Like many men in his position, Edwards also had his sycophants, including a 101-year-old reclusive heiress named Bunny, who was so personally upset by press about the candidate’s $400 haircuts that she volunteered to pay for the trimmings herself. Later, she would waste her money in a more spectacular fashion, helping Edwards hide his affair with Hunter and the child they had together.

But really, the money was nothing compared to the sacrifice made by the Youngs, Edwards’ once-loyal aide Andrew and his wife, Cherie. For more than a year, they sheltered Hunter from the press, first keeping her in their home — where she was apparently a less-than-gracious houseguest — then taking her on the run, staying in donors’ homes and luxury hotels.

And, most stunningly, they agreed to pretend it was Andrew Young who had the affair, to throw off the scent of the press — because, as Edwards delicately told him, “They don’t give a s—- about you. They want me.”’

This declaration was part of what Young called his boss’s “stump speech,” an impassioned case for why an Edwards presidency was so critical to the future of humanity that Young, a father of three, should debase himself, and humiliate his wife, to make it happen.

“He talked about how this was bigger than all of us,” Young said on the witness stand. “He talked about poverty, about ending the war in Iraq.”

Cherie Young told jurors she got the same guilt trip: She was told that she and her husband had the most important job in the campaign, and that if she said “no” to the ruse, she would personally jeopardize not just one man’s ambitions, but America’s next best hope.

It’s fascinating, the way the Youngs were made to feel both trivial and crucial: mere satellites in Edwards’ orbit, yet able to reflect some of his light.

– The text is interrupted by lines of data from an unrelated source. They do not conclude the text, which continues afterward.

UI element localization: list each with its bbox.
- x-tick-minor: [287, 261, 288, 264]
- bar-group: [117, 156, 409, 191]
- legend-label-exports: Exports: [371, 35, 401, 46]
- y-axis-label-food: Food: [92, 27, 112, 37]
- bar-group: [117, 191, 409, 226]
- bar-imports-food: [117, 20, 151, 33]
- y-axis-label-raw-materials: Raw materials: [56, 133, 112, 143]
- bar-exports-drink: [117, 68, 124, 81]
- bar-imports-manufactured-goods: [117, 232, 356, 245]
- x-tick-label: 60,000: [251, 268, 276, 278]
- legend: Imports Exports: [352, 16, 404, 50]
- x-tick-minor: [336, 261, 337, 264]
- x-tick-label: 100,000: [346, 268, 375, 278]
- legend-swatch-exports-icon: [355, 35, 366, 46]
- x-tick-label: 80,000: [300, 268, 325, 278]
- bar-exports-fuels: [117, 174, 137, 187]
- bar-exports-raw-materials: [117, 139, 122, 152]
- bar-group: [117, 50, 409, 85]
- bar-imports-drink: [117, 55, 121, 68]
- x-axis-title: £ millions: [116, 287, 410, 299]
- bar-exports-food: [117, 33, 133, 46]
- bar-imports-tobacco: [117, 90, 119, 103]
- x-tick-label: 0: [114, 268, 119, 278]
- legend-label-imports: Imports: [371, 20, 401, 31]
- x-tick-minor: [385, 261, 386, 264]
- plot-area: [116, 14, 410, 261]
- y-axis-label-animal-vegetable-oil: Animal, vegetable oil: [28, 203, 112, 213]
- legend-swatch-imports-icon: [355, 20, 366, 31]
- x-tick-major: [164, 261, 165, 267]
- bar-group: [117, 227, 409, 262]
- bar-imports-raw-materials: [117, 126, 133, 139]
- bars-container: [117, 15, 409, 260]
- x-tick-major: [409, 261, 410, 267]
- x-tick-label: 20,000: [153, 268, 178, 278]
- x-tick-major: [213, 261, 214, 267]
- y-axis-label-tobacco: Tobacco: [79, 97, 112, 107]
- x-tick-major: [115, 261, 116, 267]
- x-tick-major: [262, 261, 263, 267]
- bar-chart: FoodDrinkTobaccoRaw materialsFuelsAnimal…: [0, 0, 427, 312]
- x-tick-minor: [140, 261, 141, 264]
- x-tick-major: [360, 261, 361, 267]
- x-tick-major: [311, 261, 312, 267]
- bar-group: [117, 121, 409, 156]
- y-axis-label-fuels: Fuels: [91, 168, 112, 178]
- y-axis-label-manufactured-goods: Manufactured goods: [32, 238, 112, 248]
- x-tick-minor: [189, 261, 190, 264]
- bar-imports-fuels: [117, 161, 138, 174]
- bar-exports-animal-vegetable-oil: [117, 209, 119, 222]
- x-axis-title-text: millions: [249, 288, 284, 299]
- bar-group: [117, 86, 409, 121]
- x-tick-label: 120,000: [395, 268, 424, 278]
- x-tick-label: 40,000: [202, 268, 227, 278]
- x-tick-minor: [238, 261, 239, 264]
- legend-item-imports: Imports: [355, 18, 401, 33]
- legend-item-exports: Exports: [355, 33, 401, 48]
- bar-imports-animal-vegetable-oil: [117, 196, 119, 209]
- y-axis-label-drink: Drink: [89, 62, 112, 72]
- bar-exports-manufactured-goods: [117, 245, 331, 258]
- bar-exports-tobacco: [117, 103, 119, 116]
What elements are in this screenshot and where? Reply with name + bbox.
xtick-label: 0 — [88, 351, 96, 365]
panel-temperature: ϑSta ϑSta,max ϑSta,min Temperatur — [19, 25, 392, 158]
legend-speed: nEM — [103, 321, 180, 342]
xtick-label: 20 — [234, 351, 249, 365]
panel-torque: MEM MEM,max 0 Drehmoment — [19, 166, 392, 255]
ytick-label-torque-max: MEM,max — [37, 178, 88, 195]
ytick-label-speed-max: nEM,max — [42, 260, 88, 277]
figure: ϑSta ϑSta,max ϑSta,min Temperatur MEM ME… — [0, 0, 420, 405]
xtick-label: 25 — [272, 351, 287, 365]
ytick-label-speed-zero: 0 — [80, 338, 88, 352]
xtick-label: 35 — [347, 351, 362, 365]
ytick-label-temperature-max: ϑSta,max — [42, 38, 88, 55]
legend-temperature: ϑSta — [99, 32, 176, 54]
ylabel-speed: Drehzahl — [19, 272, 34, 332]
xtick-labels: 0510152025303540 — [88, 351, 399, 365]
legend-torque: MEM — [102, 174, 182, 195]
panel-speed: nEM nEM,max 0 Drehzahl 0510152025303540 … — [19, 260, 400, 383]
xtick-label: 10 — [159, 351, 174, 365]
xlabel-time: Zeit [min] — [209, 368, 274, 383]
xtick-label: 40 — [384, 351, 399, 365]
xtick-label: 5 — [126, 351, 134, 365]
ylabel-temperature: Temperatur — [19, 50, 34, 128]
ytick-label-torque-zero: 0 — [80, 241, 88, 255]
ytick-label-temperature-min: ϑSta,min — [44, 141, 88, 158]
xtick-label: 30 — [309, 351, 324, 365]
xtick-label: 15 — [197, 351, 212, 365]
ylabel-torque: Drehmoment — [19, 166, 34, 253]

Presidential candidates are prone to self-aggrandizing talk — i.e. I, Newt Gingrich, and only I, have the capacity to save us all from certain doom.

But while some candidates might actually believe their own hype, it’s less clear what all those aides think: Whether they’re loyalists or mercenaries, how much unsavory behavior they’re willing to overlook in the name of winning. It’s unclear how much the Youngs actually believed in their boss, and how much they simply believed in themselves.

“Being friends with the most powerful person on Earth, there’s a lot of benefits that go along with that, for you and your family,” Andrew Young told the court. And the defense has eagerly pointed out that most of the $925,000 that was supposedly funneled toward the cover-up was, in fact, used to finance the Youngs’ grotesque dream home.

Besides, Andrew Young wasn’t loyal forever: He eventually wrote a tell-all book about the affair, which has been optioned for an Aaron Sorkin movie. The drama is all there, and the mystery, too. Is self-importance always more powerful than self-respect?